Fragment-Based Lead Discovery by Native MS — Label-Free Fragment Screening and Hit Validation
From fragment to lead: native mass spectrometry reads the protein-fragment complex directly, without labels, immobilisation, or chromogenic substrates.
Fragment-based lead discovery (FBLD) identifies low-molecular-weight (typically <300 Da) compounds that bind to a target protein with weak but efficient binding, then elaborates them into potent leads through iterative medicinal chemistry. The central analytical challenge at the heart of every FBLD campaign is detection — fragment binding is typically weak (Kd from high µM to low mM), and the small molecular weight of fragments provides minimal spectroscopic signal for conventional biochemical assays. Native mass spectrometry addresses this challenge by detecting the intact protein-fragment complex directly: the mass of the complex is measured precisely enough to confirm binding, and the fraction of protein in the bound state is quantified to determine binding affinity. Our FBLD service by native MS covers the full fragment-to-lead trajectory — primary fragment library screening, hit validation by dose-response Kd determination, SAR-by-MS for fragment elaboration, and covalent fragment profiling.
Key Advantages:
- No assay development required — the masses of the target and fragments are the only information needed to start screening.
- Direct binding stoichiometry from every measurement — distinguishes specific 1:1 engagement from higher-order or non-specific aggregation.
- Kd determination by native MS titration across nM to mM affinity range, without surface immobilisation artefacts.
- SAR-by-MS competition binding for rapid analogue ranking during fragment elaboration without assay redevelopment.
- Compatible with challenging targets — membrane proteins, protein-protein interaction interfaces, intrinsically disordered proteins, and multi-protein complexes.
- Low protein consumption — 50–200 µg per 1,000–5,000 fragment set, comparable to or less than SPR and substantially less than NMR.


▶ Required work
Go through the entries below from the first line and output each one exactly, up to and including the line with "Image is 980x465 pixels.".

▶ Task data
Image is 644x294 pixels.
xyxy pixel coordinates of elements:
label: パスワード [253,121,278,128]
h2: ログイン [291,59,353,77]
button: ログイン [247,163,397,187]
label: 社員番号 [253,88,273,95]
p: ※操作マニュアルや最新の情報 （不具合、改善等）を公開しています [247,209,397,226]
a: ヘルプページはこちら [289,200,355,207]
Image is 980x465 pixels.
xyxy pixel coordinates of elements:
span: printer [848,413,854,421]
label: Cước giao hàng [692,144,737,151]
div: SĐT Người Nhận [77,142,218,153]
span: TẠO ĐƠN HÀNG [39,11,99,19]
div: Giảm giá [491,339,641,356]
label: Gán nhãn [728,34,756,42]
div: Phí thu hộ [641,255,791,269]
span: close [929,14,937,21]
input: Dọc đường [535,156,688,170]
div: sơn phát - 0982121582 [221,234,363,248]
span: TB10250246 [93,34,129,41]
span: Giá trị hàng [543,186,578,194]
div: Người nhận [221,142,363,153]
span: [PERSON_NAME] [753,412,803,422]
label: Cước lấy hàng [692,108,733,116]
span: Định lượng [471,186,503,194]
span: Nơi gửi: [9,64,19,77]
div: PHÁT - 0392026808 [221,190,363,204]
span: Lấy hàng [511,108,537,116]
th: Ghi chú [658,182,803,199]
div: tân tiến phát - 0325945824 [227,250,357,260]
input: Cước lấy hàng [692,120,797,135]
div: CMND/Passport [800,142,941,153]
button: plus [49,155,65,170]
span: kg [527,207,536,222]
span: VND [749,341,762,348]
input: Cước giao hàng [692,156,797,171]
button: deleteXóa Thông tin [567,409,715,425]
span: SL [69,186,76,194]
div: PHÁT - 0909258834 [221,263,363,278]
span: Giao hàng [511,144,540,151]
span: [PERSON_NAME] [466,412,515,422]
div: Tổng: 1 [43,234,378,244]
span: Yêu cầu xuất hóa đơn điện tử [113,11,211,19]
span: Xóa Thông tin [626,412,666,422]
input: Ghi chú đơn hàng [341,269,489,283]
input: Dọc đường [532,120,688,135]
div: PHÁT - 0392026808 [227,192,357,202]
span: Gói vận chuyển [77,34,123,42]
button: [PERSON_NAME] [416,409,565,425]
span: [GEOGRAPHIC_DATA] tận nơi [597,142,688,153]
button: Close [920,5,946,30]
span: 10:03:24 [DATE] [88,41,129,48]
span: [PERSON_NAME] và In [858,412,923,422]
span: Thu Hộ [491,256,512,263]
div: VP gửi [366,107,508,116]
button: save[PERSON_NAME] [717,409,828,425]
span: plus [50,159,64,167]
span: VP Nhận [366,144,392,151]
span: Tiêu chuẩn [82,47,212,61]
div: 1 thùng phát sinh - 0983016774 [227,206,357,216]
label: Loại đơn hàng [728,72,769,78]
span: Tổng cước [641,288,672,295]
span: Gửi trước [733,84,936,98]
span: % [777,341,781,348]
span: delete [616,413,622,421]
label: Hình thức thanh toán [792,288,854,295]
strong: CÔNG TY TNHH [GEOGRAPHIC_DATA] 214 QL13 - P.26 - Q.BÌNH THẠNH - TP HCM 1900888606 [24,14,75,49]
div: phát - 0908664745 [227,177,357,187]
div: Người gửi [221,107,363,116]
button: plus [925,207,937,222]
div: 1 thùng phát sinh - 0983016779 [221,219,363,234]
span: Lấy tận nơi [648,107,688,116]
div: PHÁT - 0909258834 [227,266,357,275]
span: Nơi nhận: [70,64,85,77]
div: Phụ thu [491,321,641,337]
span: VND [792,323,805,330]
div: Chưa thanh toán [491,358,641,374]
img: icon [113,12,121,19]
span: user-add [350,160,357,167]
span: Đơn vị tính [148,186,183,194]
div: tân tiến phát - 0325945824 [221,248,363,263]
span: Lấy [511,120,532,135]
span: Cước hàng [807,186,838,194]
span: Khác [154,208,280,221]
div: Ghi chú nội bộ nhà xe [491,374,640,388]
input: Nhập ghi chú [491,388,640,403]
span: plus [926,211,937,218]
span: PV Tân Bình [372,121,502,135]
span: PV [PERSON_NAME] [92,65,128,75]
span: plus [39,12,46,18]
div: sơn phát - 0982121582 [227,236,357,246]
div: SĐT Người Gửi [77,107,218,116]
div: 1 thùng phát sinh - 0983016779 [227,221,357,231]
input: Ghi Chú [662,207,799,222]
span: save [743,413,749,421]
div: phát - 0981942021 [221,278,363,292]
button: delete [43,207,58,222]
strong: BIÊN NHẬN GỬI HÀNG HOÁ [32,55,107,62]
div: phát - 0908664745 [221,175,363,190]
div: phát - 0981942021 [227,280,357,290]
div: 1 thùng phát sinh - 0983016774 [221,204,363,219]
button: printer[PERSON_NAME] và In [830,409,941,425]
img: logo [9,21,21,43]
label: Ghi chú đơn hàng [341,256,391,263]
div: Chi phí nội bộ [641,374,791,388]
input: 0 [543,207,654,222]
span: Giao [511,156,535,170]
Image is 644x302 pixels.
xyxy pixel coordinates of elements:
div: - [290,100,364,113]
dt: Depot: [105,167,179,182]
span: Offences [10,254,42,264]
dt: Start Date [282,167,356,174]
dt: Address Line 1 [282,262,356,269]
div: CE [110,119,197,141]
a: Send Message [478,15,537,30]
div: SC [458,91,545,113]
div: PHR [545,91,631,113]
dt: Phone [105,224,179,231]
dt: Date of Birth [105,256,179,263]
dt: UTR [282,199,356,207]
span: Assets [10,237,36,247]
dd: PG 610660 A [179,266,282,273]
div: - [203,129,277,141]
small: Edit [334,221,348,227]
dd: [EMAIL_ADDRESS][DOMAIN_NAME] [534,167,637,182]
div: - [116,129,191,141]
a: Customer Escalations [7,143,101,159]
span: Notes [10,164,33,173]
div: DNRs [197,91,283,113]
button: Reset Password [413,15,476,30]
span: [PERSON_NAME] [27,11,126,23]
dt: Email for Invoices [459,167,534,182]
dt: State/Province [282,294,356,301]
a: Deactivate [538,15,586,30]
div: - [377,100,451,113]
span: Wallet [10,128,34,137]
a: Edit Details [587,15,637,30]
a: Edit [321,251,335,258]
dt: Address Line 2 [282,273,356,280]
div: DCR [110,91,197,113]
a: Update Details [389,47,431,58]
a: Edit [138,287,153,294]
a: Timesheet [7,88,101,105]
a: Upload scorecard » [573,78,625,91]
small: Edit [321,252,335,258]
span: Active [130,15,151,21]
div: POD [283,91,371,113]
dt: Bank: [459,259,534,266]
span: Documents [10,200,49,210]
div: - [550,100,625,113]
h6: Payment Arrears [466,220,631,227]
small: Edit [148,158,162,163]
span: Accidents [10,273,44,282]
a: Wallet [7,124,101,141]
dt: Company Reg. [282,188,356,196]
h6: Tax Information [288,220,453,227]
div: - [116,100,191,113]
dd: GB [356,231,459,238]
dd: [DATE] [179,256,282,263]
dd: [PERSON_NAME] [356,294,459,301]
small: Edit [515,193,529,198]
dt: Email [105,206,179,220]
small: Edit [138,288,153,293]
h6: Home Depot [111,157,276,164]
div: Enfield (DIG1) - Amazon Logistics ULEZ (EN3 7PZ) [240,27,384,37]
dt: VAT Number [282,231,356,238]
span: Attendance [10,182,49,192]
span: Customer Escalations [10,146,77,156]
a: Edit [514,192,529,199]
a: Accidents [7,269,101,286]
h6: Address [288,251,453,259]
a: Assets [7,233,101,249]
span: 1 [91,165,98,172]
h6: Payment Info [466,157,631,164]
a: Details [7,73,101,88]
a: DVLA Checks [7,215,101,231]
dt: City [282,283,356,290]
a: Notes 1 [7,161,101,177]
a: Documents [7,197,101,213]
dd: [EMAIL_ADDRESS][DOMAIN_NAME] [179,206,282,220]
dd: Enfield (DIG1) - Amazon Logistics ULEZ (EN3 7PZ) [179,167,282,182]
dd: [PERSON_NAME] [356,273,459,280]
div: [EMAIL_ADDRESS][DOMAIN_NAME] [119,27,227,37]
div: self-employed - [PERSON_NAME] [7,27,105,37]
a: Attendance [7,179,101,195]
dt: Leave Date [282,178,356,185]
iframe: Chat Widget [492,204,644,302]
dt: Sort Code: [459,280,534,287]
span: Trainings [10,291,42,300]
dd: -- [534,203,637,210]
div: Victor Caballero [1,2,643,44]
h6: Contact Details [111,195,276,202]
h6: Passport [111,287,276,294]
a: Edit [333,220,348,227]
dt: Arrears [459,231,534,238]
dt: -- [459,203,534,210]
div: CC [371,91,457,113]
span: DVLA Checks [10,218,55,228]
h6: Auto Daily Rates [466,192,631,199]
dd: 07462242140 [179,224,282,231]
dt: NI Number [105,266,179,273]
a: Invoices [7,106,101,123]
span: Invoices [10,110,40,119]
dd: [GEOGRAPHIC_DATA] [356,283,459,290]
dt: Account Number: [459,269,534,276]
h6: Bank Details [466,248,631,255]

▶ Result of the task
Image is 644x294 pixels.
xyxy pixel coordinates of elements:
label: パスワード [253,121,278,128]
h2: ログイン [291,59,353,77]
button: ログイン [247,163,397,187]
label: 社員番号 [253,88,273,95]
p: ※操作マニュアルや最新の情報 （不具合、改善等）を公開しています [247,209,397,226]
a: ヘルプページはこちら [289,200,355,207]
Image is 980x465 pixels.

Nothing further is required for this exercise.